Wichita City Council delays vote on incentive package for $90M downtown apartment complex

The fate of a proposed $90 million luxury apartment development in downtown Wichita will remain in flux for at least another two weeks.

The City Council delayed a vote on the incentive package for Vantage Point Properties’ planned 370-unit complex at the northwest corner of Waterman and Washington until March 5.

The delay came after council member Dalton Glasscock called into question the financial viability of a proposed parking agreement that would lease 185 stalls at a city-owned lot across the street to the developers for $56,160 a year.

The market rate for renting a public parking space downtown is $40 a month, Assistant City Manager Troy Anderson told the council. For a year’s lease at market rate, Vantage Point would pay the city $88,800.

Glasscock said the discounted rate of $25.30 per stall per month is probably too generous to the developer, considering that the average annual maintenance cost for a stall across the city’s parking system is $400.

By that estimate, the city stands to lose $535,200 on the parking agreement over the next 30 years. But Anderson said the cost of maintaining unstructured parking lots as opposed to garages is probably closer to $200 per stall per year.

Under the terms of the proposed agreement, Vantage Point would not be allowed to profit off of the parking agreement by up-charging tenants to use city stalls.

“I have a sense that the bench wants more answers first before making a decision — not specifically on the project, more on the parking,” Mayor Lily Wu said. “I propose that we take a pause on this.”

The proposed incentive package also includes a letter of intent to issue industrial revenue bonds that would qualify the development for a 10-year 100% tax abatement. Only council member Becky Tuttle voted against the delay.

Development plans in downtown Wichita

Vantage Point’s plan for the 3.2-acre development site is to build a five-story complex with a bottom floor dedicated to parking. But President Paul Jackson said the project will have to be scaled back if an agreement can’t be reached to lease additional stalls from the city lot across the street at 777 E. Waterman.

“We cannot build 370 units without the parking,” Jackson told the council. “Our cost-benefit analysis has been performed for 370 units for the IRB tax abatement, so while I’d love to approve the tax abatement today, if the parking is not approved, we will go back to a 258-unit project and build it on our own project site.”

With council approval, developers expect to break ground on the apartments this summer and have the first phase of units complete by the summer of 2026, in time for the first class of students at the Wichita Biomedical Campus.

“It’s absolutely not designed as student housing,” Jackson previously told The Eagle. “I would say that it’s going to provide much-needed housing for students and professionals and whoever else may desire to live downtown.”

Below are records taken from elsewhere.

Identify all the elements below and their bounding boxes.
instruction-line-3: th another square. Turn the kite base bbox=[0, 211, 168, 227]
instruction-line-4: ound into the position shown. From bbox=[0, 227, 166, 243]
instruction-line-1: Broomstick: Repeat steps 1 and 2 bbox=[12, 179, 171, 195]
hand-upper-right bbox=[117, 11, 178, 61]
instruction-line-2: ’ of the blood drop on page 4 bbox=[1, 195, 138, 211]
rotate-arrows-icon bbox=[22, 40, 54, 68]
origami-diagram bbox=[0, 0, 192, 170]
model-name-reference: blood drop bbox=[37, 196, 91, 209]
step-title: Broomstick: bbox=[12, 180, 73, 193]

Vantage Point does plan to offer a student rent credit program, setting aside 10% of available units for students and offering a 10% discount to prospective tenants with a student ID card from a college or university in Sedgwick County.

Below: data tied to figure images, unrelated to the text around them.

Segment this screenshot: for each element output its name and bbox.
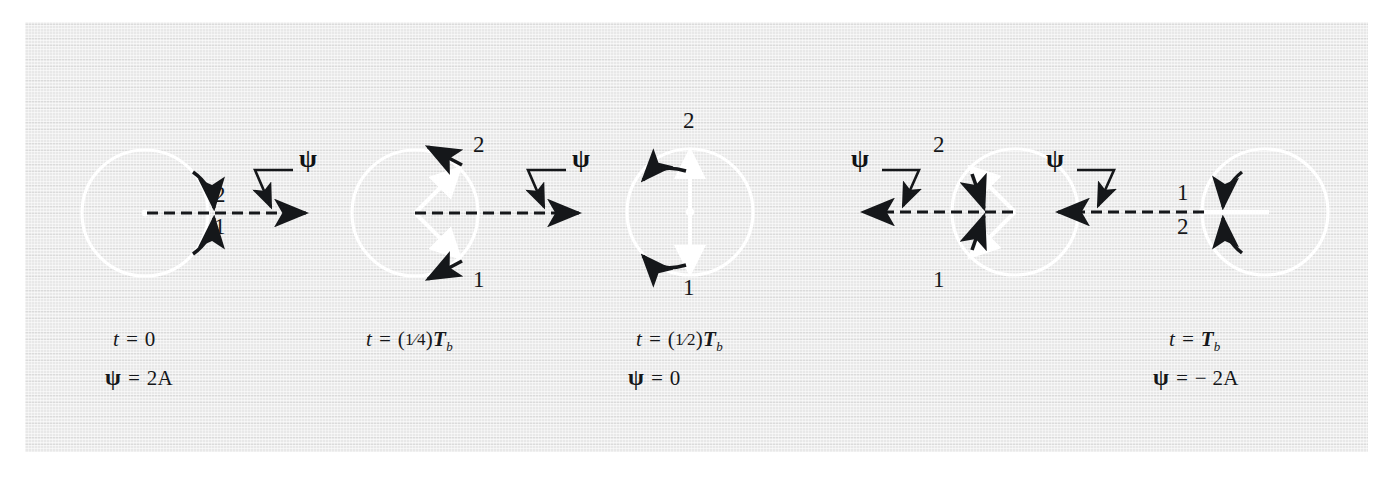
panel-2-time-caption: t = (1⁄4)Tb bbox=[366, 327, 453, 355]
panel-2-rotation-arrow-1 bbox=[428, 261, 462, 279]
panel-5-graphic bbox=[1058, 149, 1328, 275]
panel-3-frac-num: 1 bbox=[675, 330, 684, 349]
panel-4-label-lower: 1 bbox=[933, 267, 945, 293]
panel-1-caption-psi-glyph: ψ bbox=[105, 365, 121, 390]
panel-5-t-equals: t = bbox=[1169, 327, 1195, 351]
panel-2-T-sub: b bbox=[446, 339, 453, 354]
panel-3-t-equals: t = bbox=[636, 327, 662, 351]
panel-5-T-sub: b bbox=[1214, 339, 1221, 354]
panel-1-psi-equals: = bbox=[127, 366, 141, 390]
panel-2-graphic bbox=[352, 147, 579, 279]
panel-1-label-lower: 1 bbox=[214, 214, 226, 240]
panel-2-psi-symbol: ψ bbox=[572, 144, 590, 174]
panel-1-psi-caption: ψ = 2A bbox=[105, 365, 173, 391]
panel-5-time-caption: t = Tb bbox=[1169, 327, 1221, 355]
panel-3-caption-psi-glyph: ψ bbox=[628, 365, 644, 390]
panel-3-label-upper: 2 bbox=[683, 108, 695, 134]
panel-3-frac-den: 2 bbox=[687, 330, 696, 349]
panel-5-psi-value: − 2A bbox=[1195, 366, 1239, 390]
panel-1-time-value: 0 bbox=[145, 327, 156, 351]
panel-3-T: T bbox=[703, 327, 716, 351]
panel-4-psi-leader bbox=[882, 170, 919, 206]
panel-2-t-equals: t = bbox=[366, 327, 392, 351]
panel-5-rotation-arrow-up bbox=[1223, 218, 1242, 253]
panel-3-psi-caption: ψ = 0 bbox=[628, 365, 681, 391]
panel-5-psi-caption: ψ = − 2A bbox=[1153, 365, 1239, 391]
panel-2-label-upper: 2 bbox=[473, 132, 485, 158]
panel-4-psi-symbol: ψ bbox=[851, 144, 869, 174]
panel-2-frac-den: 4 bbox=[417, 330, 426, 349]
panel-1-psi-value: 2A bbox=[147, 366, 173, 390]
panel-2-label-lower: 1 bbox=[473, 267, 485, 293]
panel-5-psi-symbol: ψ bbox=[1046, 144, 1064, 174]
panel-3-graphic bbox=[627, 149, 753, 275]
panel-3-psi-equals: = bbox=[650, 366, 664, 390]
panel-5-label-upper: 1 bbox=[1177, 180, 1189, 206]
panel-1-t-equals: t = bbox=[113, 327, 139, 351]
panel-1-psi-leader bbox=[255, 170, 293, 207]
panel-3-label-lower: 1 bbox=[683, 275, 695, 301]
panel-1-psi-symbol: ψ bbox=[299, 144, 317, 174]
panel-5-psi-equals: = bbox=[1175, 366, 1189, 390]
panel-2-phasor-1 bbox=[415, 213, 460, 258]
panel-5-label-lower: 2 bbox=[1177, 214, 1189, 240]
panel-3-rotation-arrow-1 bbox=[643, 256, 686, 268]
panel-2-T: T bbox=[433, 327, 446, 351]
panel-5-psi-leader bbox=[1077, 170, 1114, 206]
panel-5-caption-psi-glyph: ψ bbox=[1153, 365, 1169, 390]
panel-1-label-upper: 2 bbox=[214, 182, 226, 208]
panel-1-graphic bbox=[82, 150, 306, 276]
panel-4-label-upper: 2 bbox=[933, 132, 945, 158]
panel-5-rotation-arrow-down bbox=[1223, 172, 1242, 207]
panel-2-phasor-2 bbox=[415, 169, 460, 214]
panel-5-T: T bbox=[1201, 327, 1214, 351]
panel-1-time-caption: t = 0 bbox=[113, 327, 156, 352]
panel-2-rotation-arrow-2 bbox=[428, 147, 462, 165]
panel-2-frac-num: 1 bbox=[405, 330, 414, 349]
panel-3-T-sub: b bbox=[716, 339, 723, 354]
panel-2-psi-leader bbox=[528, 170, 566, 207]
figure-panel: 2 1 2 1 2 1 2 1 1 2 ψ ψ ψ ψ t = 0 ψ = 2A… bbox=[25, 22, 1368, 452]
panel-3-psi-value: 0 bbox=[670, 366, 681, 390]
panel-3-time-caption: t = (1⁄2)Tb bbox=[636, 327, 723, 355]
panel-3-rotation-arrow-2 bbox=[643, 168, 686, 180]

A residential market analysis company hired by the city has said there’s enough demand for 575-767 new housing units downtown each of the next five years.

Jackson said rent at the yet-to-be-named complex will be comparable to other Class A apartments in the area, including 225 Sycamore, River Vista Apartments and The National. According to Apartments.com, rent rates at 225 Sycamore range from $1,232 to $5,515 a month and rates at River Vista range from $1,058 to $2,735 a month. The National is too new for reliable rent data.

The proposed development sits just south of the Cargill Protein headquarters and a few blocks east of Intrust Bank Arena. The property, which Vantage Point began acquiring parcels of in 2020, has sat abandoned since 1954.

“There’s a lot of tracts downtown like that,” Jackson said. “I feel like we’ve taken some risks to step out to that area, kind of following Cargill’s lead. Cargill made a huge commitment to the city . . . when they came out and redid their headquarters building there, and they still had a lot of what I would call dilapidated buildings and structures around their site but I think they had faith that this would eventually happen, so kudos to them for their vision.”

Another important factor for Jackson is the impression he wants to leave on motorists who will be able to see the complex from the highway.

“When you drive by on Kellogg, whether you’re going to or from the airport — I always think about that because you have so many visitors coming into Wichita via the airport, and the impression and the image of downtown that they see, that they take away from Wichita when they go home, is very important,” Jackson said.

Vantage Point has developed a number of luxury apartment projects, including The Avante in northwest Wichita and the SunStone Apartment Homes in west Wichita and Andover.